Franks and Saracens at the Battle of Roncesvalles[Source: Biblioteque Nacionale de France]

Saracens

The word Saracen is generally agreed to be of Afro-Asiatic origin, and it is far from certian that it means "Easterner". Accordingly, the term Saracen was generally believed to be originally nomadic tribes of the Arabian and Syrian deserts. They were also considered as the peoples who attacked the boarders of the Roman Empire.

Pliny the Elder, or Pliny the Naturalist (23-79 AD) appears to have been the earliest author to mention the Saracens as a group of people. St. Jerome (ca.375), in his Commentario-rum in Esaiam, identified a people in Western Asia know as Agareni (Hagerens, descendants of Hagar the Egyptian) “who are now called Saracens, taking themselves the name Sara.”

German Theologian, Rabanus Maurus (776-856) made similar findings. According to his Commentaria in Genesim, Maurus connected the Moors Typologically with the House of Ishmael. Accordingly an early Medieval Kingdom located in Mesopotamian delta was called Karacen. To the Byzantine Greco-Romans as Saracenos. According to French historian Jean-Paul Cleber, “Kara (which means black) linguistically evolved into Sarakenos, Saracin.

Another French art historian, Jean Devisse says, The Medieval Spanish painter associated the color black with the Saracens. However, Dorothee Mitlitzki stresses that “The people who contributed to the formation of what, in the Middle Ages, was known as Saracen culture, were of the most [varied] ethnic origins.

Correspondingly, Mitlitzki states, Saracens served a crucial public role, in political, military, and religious-and was fancifully emphasized for the purpose of patriotism, propaganda and entertainment. In this context according to that the prominent position of confrontation between Christian knights and might (even gigantic) Black Saracen Warriors, emerges.

Representations of Black Saracen giants in medieval literature begin with Vernagu-found in the Pseudo-Turpin Chronicle of Charlemagne. Dated to the early fourteenth century, the Rouland and Vernagu describes a duel between the “black as pitch” Saracen-Vernagu, and the Christian knight Roland.

Another towering figure was Alagolfare-the Ethiopian giant of the Sowdone of Bobylone, whose “skin was black and hard.” Accordingly it was said that:

This Astrogot (Alagolfare) of Ethiopia/he was king of great strength; There was none such in Europe. So strong and so long in length/I trowe (?) he were a devil’s son of Bezelbubb’s line.


Also there is the legendary fight between William of Orange (an eleventh century count of Poitiers) and Ysore,(the Black “Saracen” giant).

Blacks also appear as sea-roving Saracens in early Viking sagas. One example, the Orkneyinga Saga (a thirteenth century Icelandic account of the Earls of Orkney), references are made to a great battle on the Mediterranean Sea between Vikings and Black Saracens. It stated:

“Once both parties were aboard there was fierce fighting, the people on the dromond being Saracens, whom we call infidels of Mohammed, among them a good many black men, who put up a strong resistance.


[Emphasis mine] Saracens were various ethnic groups. The Earl of Orkney said, “among them a good many black men.” Meaning there were Black Saracens, as well as other Ethnic groups. Moreover, the fighting skill of the Black Saracens must have struck a cored with the Earl of Orkney, who said:

“Erling, honored aimer of spears, eagerly advanced toward the vessel in victory, with banners of blood; the black warriors, brave lads, we captured or killed, crimsoning our blades. Busy with this dromond business our blades we bloodied on the blacks”


After sparing some of the captives, including their leader, these Vikings fell into the hands of more Saracens, “who repaid them with similar generosity.”

Sources



The Compact Edition of the Oxford Engish Dictionary, vol. 2(London: Oxford University Press, 1979), 2639,
Colin Smith, Christians and Moors Spain, Volume 1: 711-1150 (Warminister: Aris & Phillips, 1988), 55.
D.M. Dunlop, Arab Civilization to 1500 A.D. (New York: Praeger, 1971) 271
Jean-Paul Clebert, the Gypsies (New York: Penguin, 1970) 69-70
J.Devisse, "From the Demonic Threat to the Incarnation of Sainthood," The Image of the Black in Western Art. Vol. 2, From the Early Christian Era to 'The Age of Discovery.' Pt. 1, trans. W.G.Ryan (New York: Morrow, 1979) 88.
Dorothee Mitlitzki, The Matter of Araby in Medieval England (New Haven: Yale University Press, 1977), 193
H.T. Norris, The Berbers in Arabic Literature (London: Longman, 1982), 14.
The Song of Roland, trans. F.Goldin (New York: W.W.Norton, 1978), 107.
The Song of Roland, trans (New York: Heritage Press, 1038), 58.
Orkneyinga Saga, trans. H.Palsson (London: Hogarth Press, 1978) 157.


Though the records contain pictures, copy none of them; repeat exactly the lines from the one with "Find the location of <b>poster</b>." to the end.

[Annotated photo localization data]
──────

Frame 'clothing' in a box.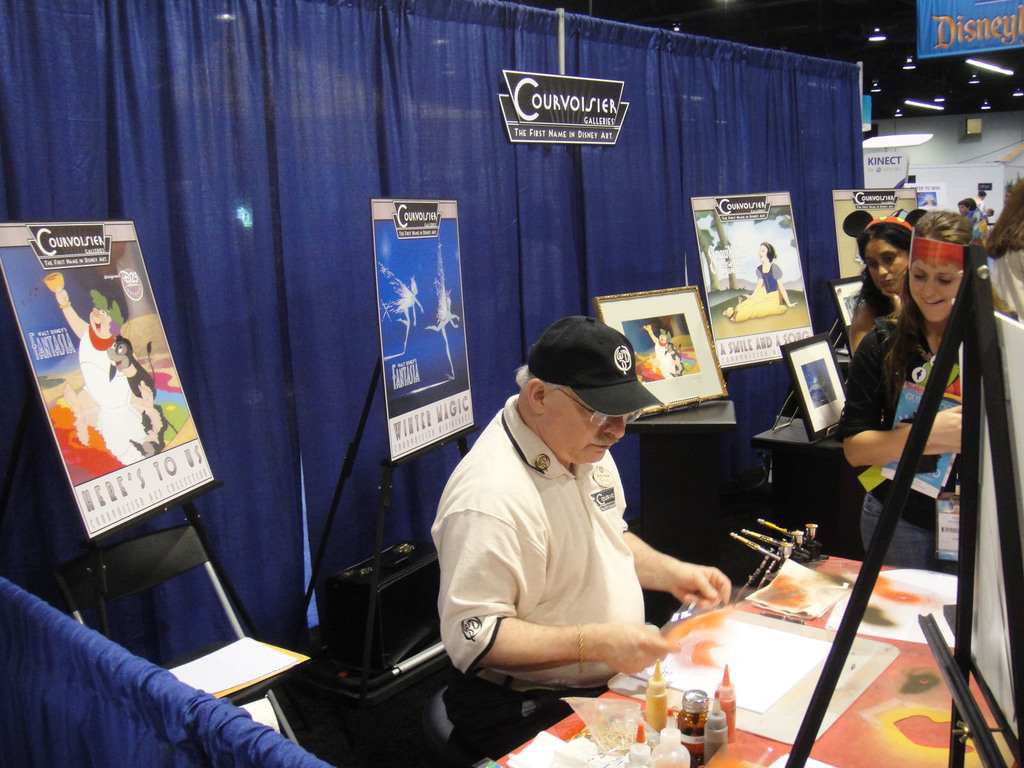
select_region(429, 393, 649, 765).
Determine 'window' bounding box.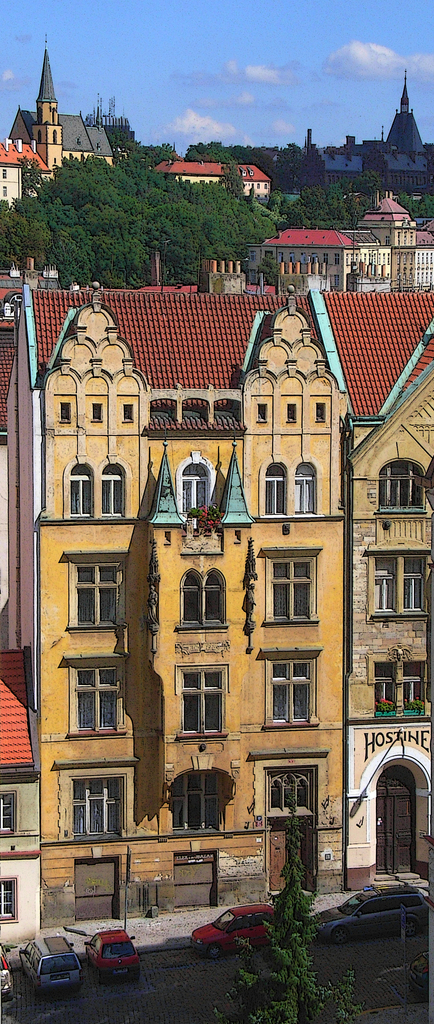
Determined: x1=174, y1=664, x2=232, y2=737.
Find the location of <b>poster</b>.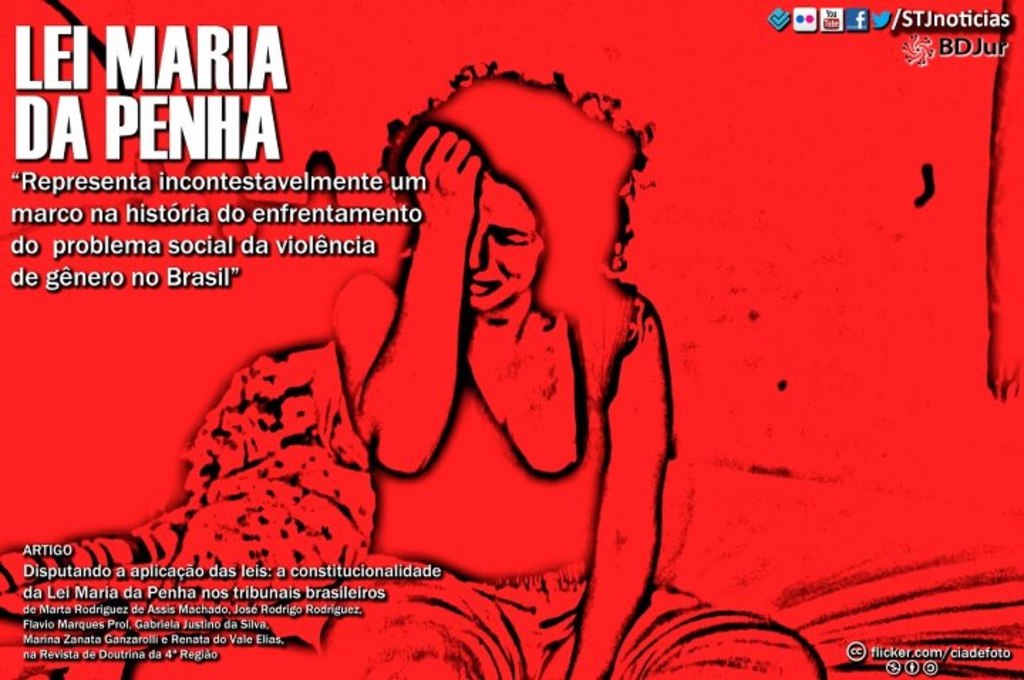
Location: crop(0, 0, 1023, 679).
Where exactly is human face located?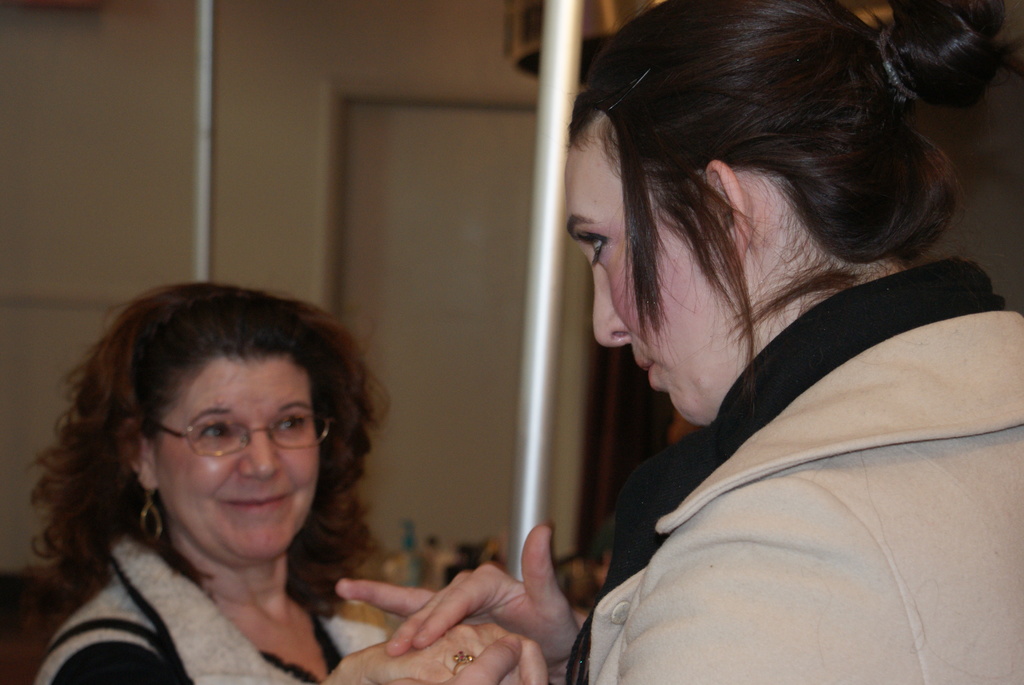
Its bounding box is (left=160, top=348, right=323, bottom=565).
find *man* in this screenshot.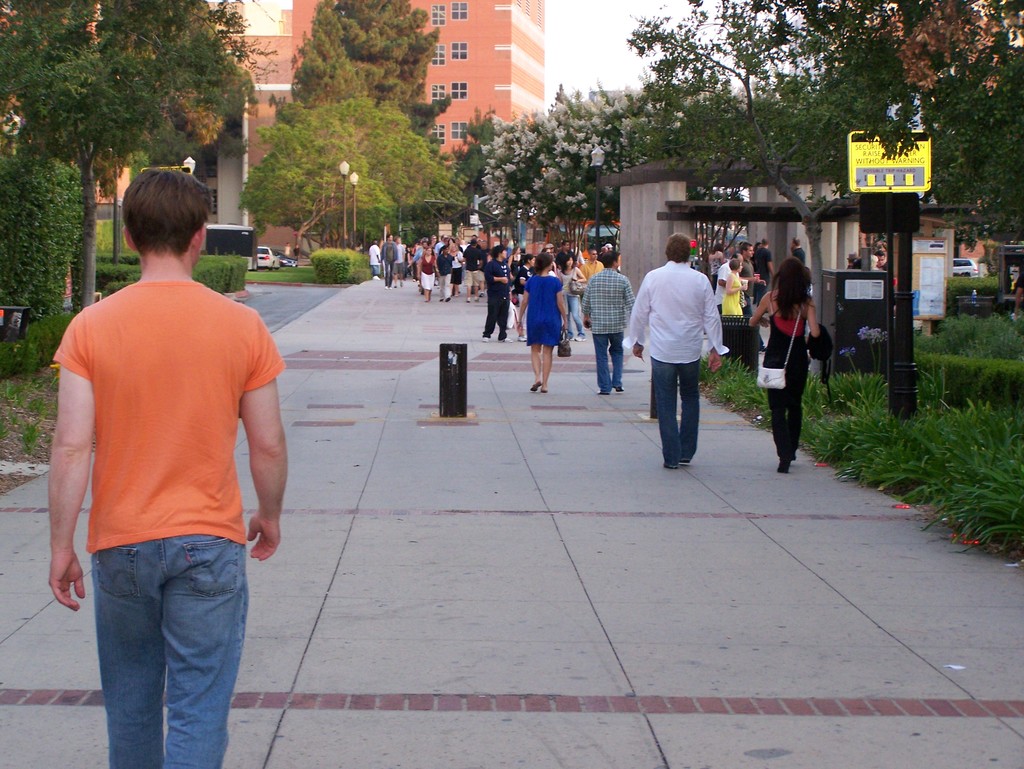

──────

* _Output for this task_:
Find the location of <b>poster</b>.
Location: crop(0, 0, 1023, 679).
Where exactly is human face located?
Its bounding box is (left=160, top=348, right=323, bottom=565).
find *man* in this screenshot.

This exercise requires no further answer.